The sides and front of the airlock are made of an ultra-flexible but extremely strong plastic. Its top and bottom now need to be sealed with a quick-hardening solution shot from a hand-held applicator. Caldwell has to hold it in the crook of her left elbow, using the thumb of her right hand to depress the trigger.
The result is a mess, but she verifies that the seal is perfect by pumping the air out of the airlock and watching the pressure gauge drop smoothly to zero.
Very good.
She pumps fresh air in, bringing the airlock to normal pressure. She takes manual control of the doors and routes it to her own computer in the lab. She leaves both doors closed, but only the inner door locked. Then she manhandles a cylinder of compressed phosgene gas into the airlock’s reserve chamber. She had already noted the cylinder’s presence during her initial search of the lab’s contents, and assumed that it was there to assist in the synthesis of organic polymers. But it has other uses, of course, including the rapid and effective suffocation of large lab animals without widespread tissue damage.
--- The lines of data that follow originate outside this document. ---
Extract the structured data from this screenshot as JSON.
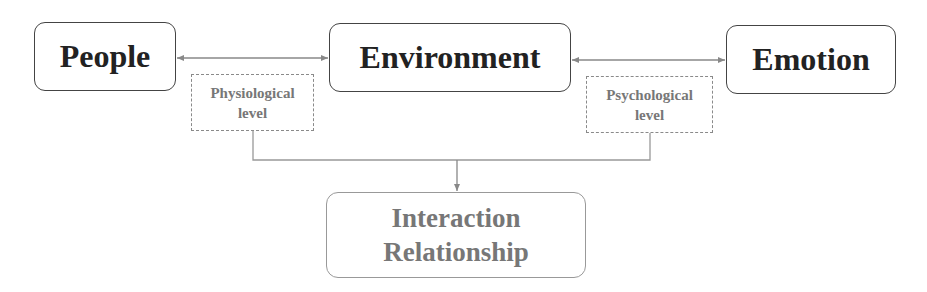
{
  "diagram": {
    "nodes": {
      "people": {
        "label": "People"
      },
      "environment": {
        "label": "Environment"
      },
      "emotion": {
        "label": "Emotion"
      },
      "physiological": {
        "line1": "Physiological",
        "line2": "level"
      },
      "psychological": {
        "line1": "Psychological",
        "line2": "level"
      },
      "interaction": {
        "line1": "Interaction",
        "line2": "Relationship"
      }
    },
    "edges": [
      {
        "from": "people",
        "to": "environment",
        "type": "bidirectional-arrow",
        "annotation": "physiological"
      },
      {
        "from": "environment",
        "to": "emotion",
        "type": "bidirectional-arrow",
        "annotation": "psychological"
      },
      {
        "from": "physiological",
        "to": "interaction",
        "type": "merge-arrow"
      },
      {
        "from": "psychological",
        "to": "interaction",
        "type": "merge-arrow"
      }
    ],
    "colors": {
      "primary_border": "#444444",
      "primary_text": "#222222",
      "secondary_border": "#8a8a8a",
      "secondary_text": "#777777",
      "connector": "#888888"
    }
  }
}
Now she waits. And while she waits, she examines her own feelings about what she’s about to do. She’s reluctant to dwell on the effects of the gas on her human companions. Phosgene is more humane than its close relative, chlorine, but that’s not saying very much. Caldwell is hoping that Melanie will enter the airlock first, and that it will be possible to lock the outer door before anyone else follows her in.
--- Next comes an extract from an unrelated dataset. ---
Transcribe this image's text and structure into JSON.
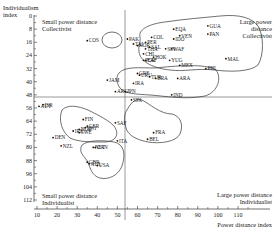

She’s aware, though, that this is unlikely. It’s far more probable that Helen Justineau will either enter alongside Melanie or else precede her into the vehicle. This prospect doesn’t trouble Caldwell too much. There’s even a certain rightness to it. Justineau’s many interventions have contributed very substantially to the present absurd situation–in which Caldwell has to plot to recover control of her own specimen.
But she hopes, at least, that it won’t be necessary to kill Parks or Gallagher. The two soldiers will probably bring up the rear, covering Justineau and Melanie until they’re inside Rosie. By which time, the door can be locked against them.